The principles of (d) tensional and (e) unity clearly affect the Transmission of the Message and contribute to the Noise that can prevent the understanding and interpretation of the message. Principle (a) ambiguity and meaning also can become noise if the aesthetic form is conflicted. If the message(s) being communicated semiotically through the visual communication of the interaction are not cohesive and understandable to the user; or if the “natural perceptual abilities [of the user cannot interpret the] visual clues to determine the nature and type” of the visual message then miscommunication will occur. The noise that prevents the communication is a lack of unity between the message, the chosen semiotic sign, and the transmission of it. This noise could be attributed to the design choices in the layout and visual mood of the design. These elements are what are referred to as tensional in the six principles of Visual Logic.
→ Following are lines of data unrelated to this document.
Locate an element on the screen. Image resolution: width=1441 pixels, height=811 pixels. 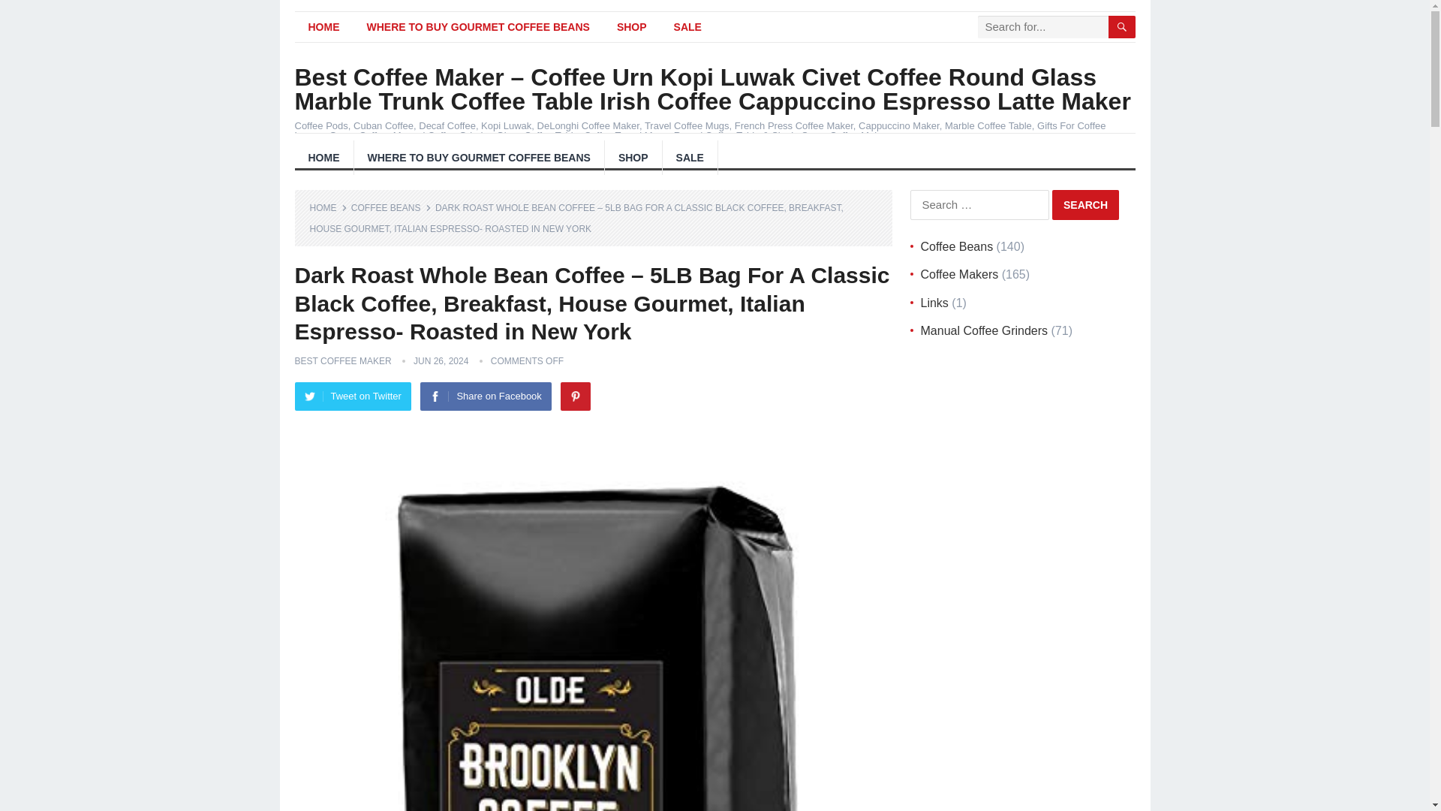
HOME is located at coordinates (323, 27).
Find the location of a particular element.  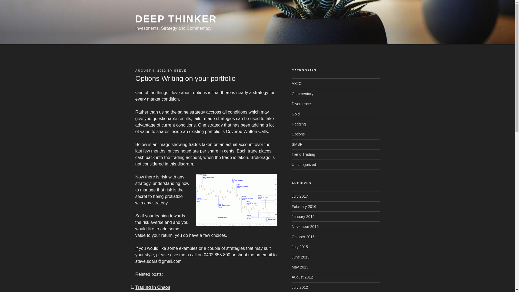

July 2012 is located at coordinates (299, 287).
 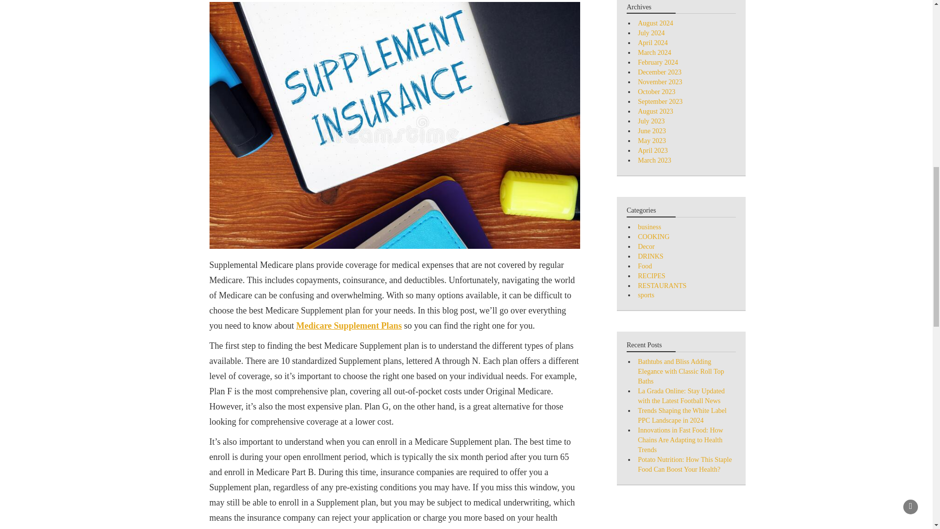 I want to click on March 2024, so click(x=654, y=52).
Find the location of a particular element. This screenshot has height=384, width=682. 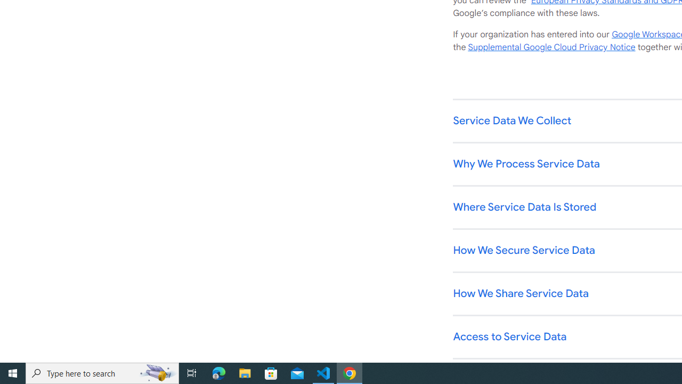

Supplemental Google Cloud Privacy Notice is located at coordinates (552, 47).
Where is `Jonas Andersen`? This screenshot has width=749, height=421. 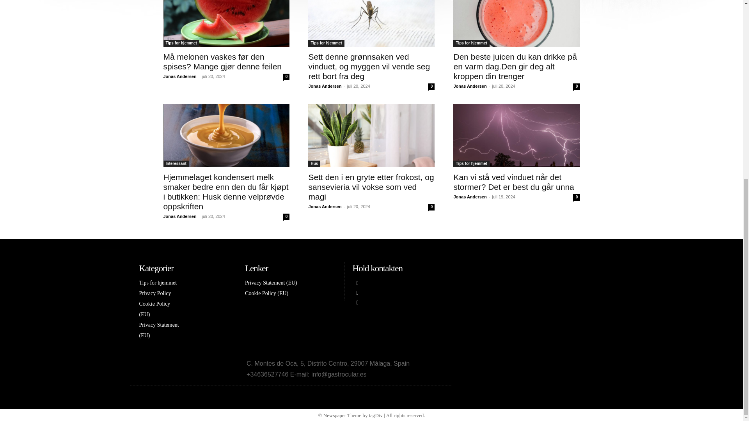 Jonas Andersen is located at coordinates (179, 76).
Finally the Destination and Receiver are affected by the principles (e) unity and (f) realism. The level of or lack of unity in the semiotics of the design obviously has a direct impact on the user (receiver) once the design outcome has reached its destination (being used). The realism in the visual communication rests with the perception of the user as to whether they trust that the design will let them achieve whatever outcome they require (contextual to the genre the design operates in), such as does a corporate design reflect the business? does the design of an eCommerce website communicate trust?